Table 2. Performance of individual M A S E j k on BSDS500BSDS500, where M A S E 2 5 achieves the best ODS and OIS scores.
MASE j k ODSOISAP
M A S E 1 2 0.6920.7140.711
M A S E 1 3 0.7360.7570.742
M A S E 1 4 0.7620.7830.752
M A S E 1 5 0.7750.7890.717
M A S E 2 3 0.7480.7690.777
M A S E 2 4 0.7680.790.771
M A S E 2 5 0.7780.7930.731
M A S E 3 4 0.7720.790.768
M A S E 3 5 0.7630.780.723
M A S E 4 5 0.7410.760.701
Table 3. Effectiveness of deep supervision on BSDS500, where the deep supervision on fusion, where SO and MASE maps performs the best.
Table 3. Effectiveness of deep supervision on BSDS500, where the deep supervision on fusion, where SO and MASE maps performs the best.
Overall Loss Function (L) for Training VariantsODSOISAP
supervision on fusion only L f u s e 0.8040.8210.819
supervision on fusion and SO maps L s + L f u s e 0.8150.8320.820
supervision on fusion and MASE maps L m + L f u s e 0.8070.8120.837
supervision on fusion, SO maps, and MASE maps L s + L m + L f u s e 0.8180.8370.848
Table 4. The comparison with some methods on BSDS500.
Table 4. The comparison with some methods on BSDS500.
MethodODSOISAP
Canny [10]0.6110.6760.520
EGB [38]0.6140.6580.564
MShift [39]0.5980.6450.497
OEF [40]0.7460.7700.815
HFL [41]0.7670.7880.795
N 4 -Fields [3]0.7530.769
DeepContour [5]0.7570.7760.790
DeepEdge [2]0.7530.7720.807
RDS [42]0.7920.810
CEDN [43]0.7880.804
HED [6]0.7880.8080.840
RCF [19]0.8110.8300.846
SISED [44]0.8150.8350.839
Ours0.8180.8370.848
Table 5. The comparison with some methods on NYUD.
Table 5. The comparison with some methods on NYUD.
MethodODSOISAP
gPb-UCM [8]0.6310.6610.562
OEF [40]0.6510.6670.653
gPb-NG [45]0.6870.7160.629
SE [18]0.6950.7080.719
SE + NG [46]0.7060.7340.549
HED [6]0.7410.7570.749
RCF [19]0.7570.7710.749
SISED [44]0.7620.7860.752
Ours0.7790.7920.755
Disclaimer/Publisher’s Note: The statements, opinions and data contained in all publications are solely those of the individual author(s) and contributor(s) and not of MDPI and/or the editor(s).
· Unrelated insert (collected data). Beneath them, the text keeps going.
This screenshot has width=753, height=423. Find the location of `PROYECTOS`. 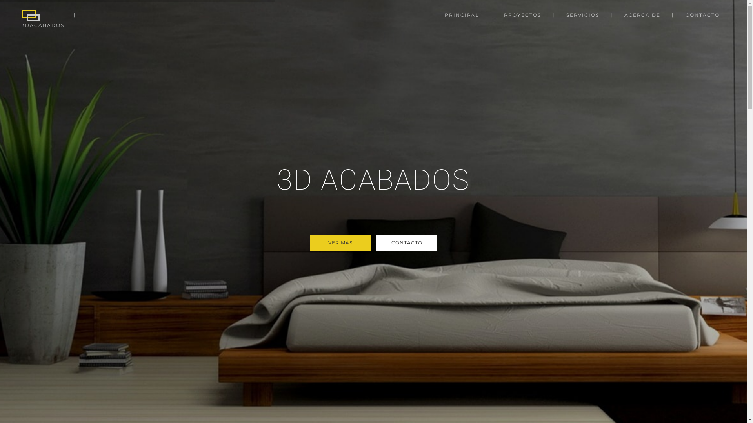

PROYECTOS is located at coordinates (522, 15).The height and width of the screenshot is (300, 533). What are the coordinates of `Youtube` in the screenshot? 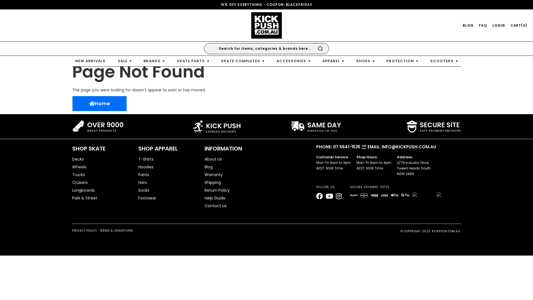 It's located at (329, 197).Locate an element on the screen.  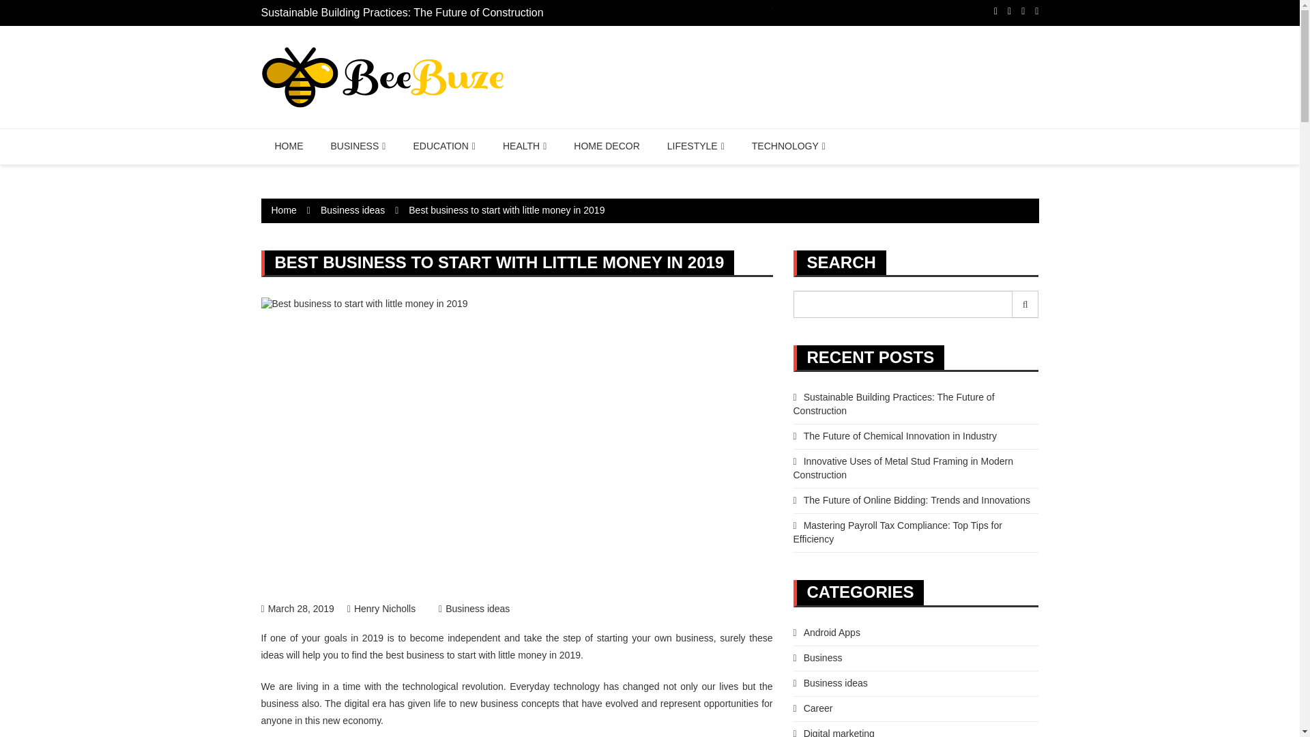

MDPI and/or the editor(s) disclaim responsibility for any injury to people or property resulting from any ideas, methods, instructions or products referred to in the content.

Share and Cite

MDPI and ACS Style

Hu, G.; Saeli, C. Enhancing Deep Edge Detection through Normalized Hadamard-Product Fusion. J. Imaging 2024, 10, 62. https://doi.org/10.3390/jimaging10030062

AMA Style

Hu G, Saeli C. Enhancing Deep Edge Detection through Normalized Hadamard-Product Fusion. Journal of Imaging. 2024; 10(3):62. https://doi.org/10.3390/jimaging10030062

Chicago/Turabian Style

Hu, Gang, and Conner Saeli. 2024. "Enhancing Deep Edge Detection through Normalized Hadamard-Product Fusion" Journal of Imaging 10, no. 3: 62. https://doi.org/10.3390/jimaging10030062

APA Style

Hu, G., & Saeli, C. (2024). Enhancing Deep Edge Detection through Normalized Hadamard-Product Fusion. Journal of Imaging, 10(3), 62. https://doi.org/10.3390/jimaging10030062

Note that from the first issue of 2016, this journal uses article numbers instead of page numbers. See further details here.